There are several take-home messages from this paper. Firstly, given the avalanche of data from large consortia such as the Tara Ocean Expedition, it is crucial to have a systematic and scalable approach for analyzing the data and enabling cross-study comparisons. Secondly, reliable, updated, and maintained viral ecogenomics tools will be essential for continuously exploring and advancing omic data sets, especially within the marine ecosystem. Finally, this study would not have been possible without cross-disciplinary collaboration, teamwork, dogged determination despite scientific challenges, and an unwavering spirit; this was particularly important as it took over four years to get this work to publication.

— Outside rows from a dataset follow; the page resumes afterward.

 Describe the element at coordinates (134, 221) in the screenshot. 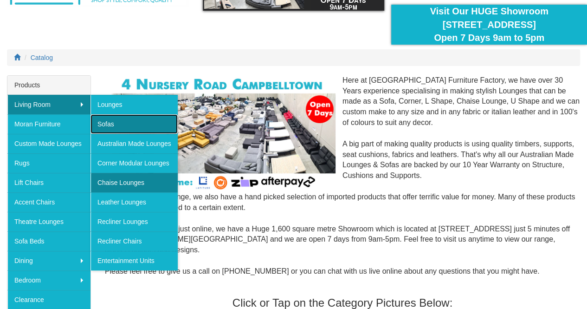

I see `a: Recliner Lounges` at that location.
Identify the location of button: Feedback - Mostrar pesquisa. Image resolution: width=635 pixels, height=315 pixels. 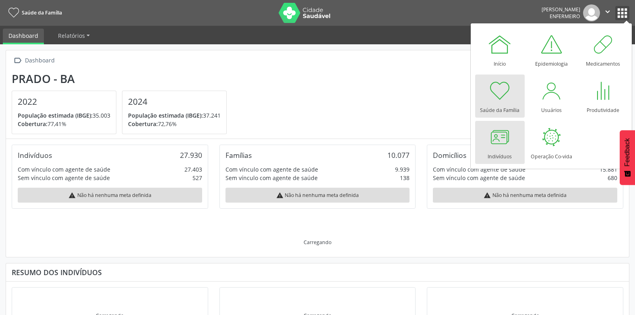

What does the future hold for us, Funing Tian, now Dr. Tian is currently a Bioinformatician at the University of Chicago, where she focuses on bioinformatics analysis of single-cell multi-omics sequencing for asthma research. James has started his research group at the Woods Hole Oceanographic Institution Biology Department, where he  continues exploring the ecology and evolution of marine viruses with a particular focus on corals.

 Reference:

1.        Sullivan, M. B. et al. Prevalence and Evolution of Core Photosystem II Genes in Marine Cyanobacterial Viruses and Their Hosts. PLoS Biol. 4, e234 (2006).

2.        Lindell, D. et al. Transfer of photosynthesis genes to and from Prochlorococcus viruses. Proc. Natl. Acad. Sci. U. S. A. 101, 11013–11018 (2004).

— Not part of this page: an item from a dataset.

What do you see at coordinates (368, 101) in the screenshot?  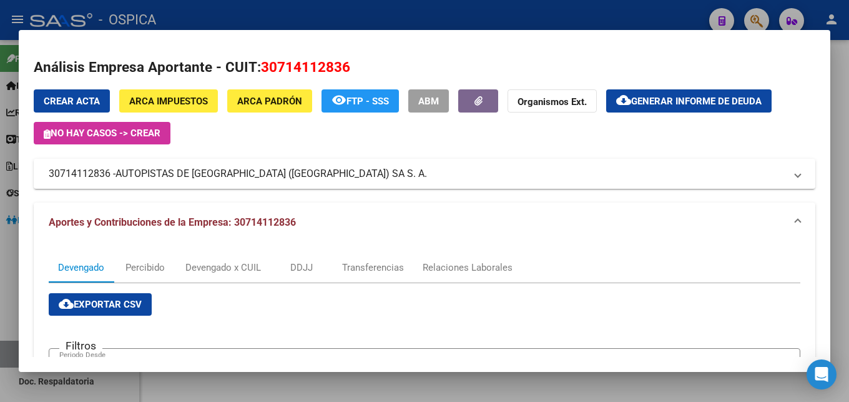 I see `span: FTP - SSS` at bounding box center [368, 101].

3.        Lindell, D., Jaffe, J. D., Johnson, Z. I., Church, G. M. & Chisholm, S. W. Photosynthesis genes in marine viruses yield proteins during host infection. Nature 438, 86–89 (2005).

4.        Bragg, J. G. & Chisholm, S. W. Modeling the fitness consequences of a cyanophage-encoded photosynthesis gene. PLoS One 3, 1–9 (2008).

5.        Brum, J. R. et al. Ocean Viral Communities. Science (80-. ). 348, 1261498-1–11 (2015).

6.        Roux, S. et al. Ecogenomics and potential biogeochemical impacts of globally abundant ocean viruses. Nature 537, 689–693 (2016).

7.        Gregory, A. C. et al. Marine DNA Viral Macro- and Microdiversity from Pole to Pole. Cell 177, 1109-1123.e14 (2019).

8.        Shaffer, M. et al. DRAM for distilling microbial metabolism to automate the curation of microbiome function. Nucleic Acids Res. 48, 8883–8900 (2020).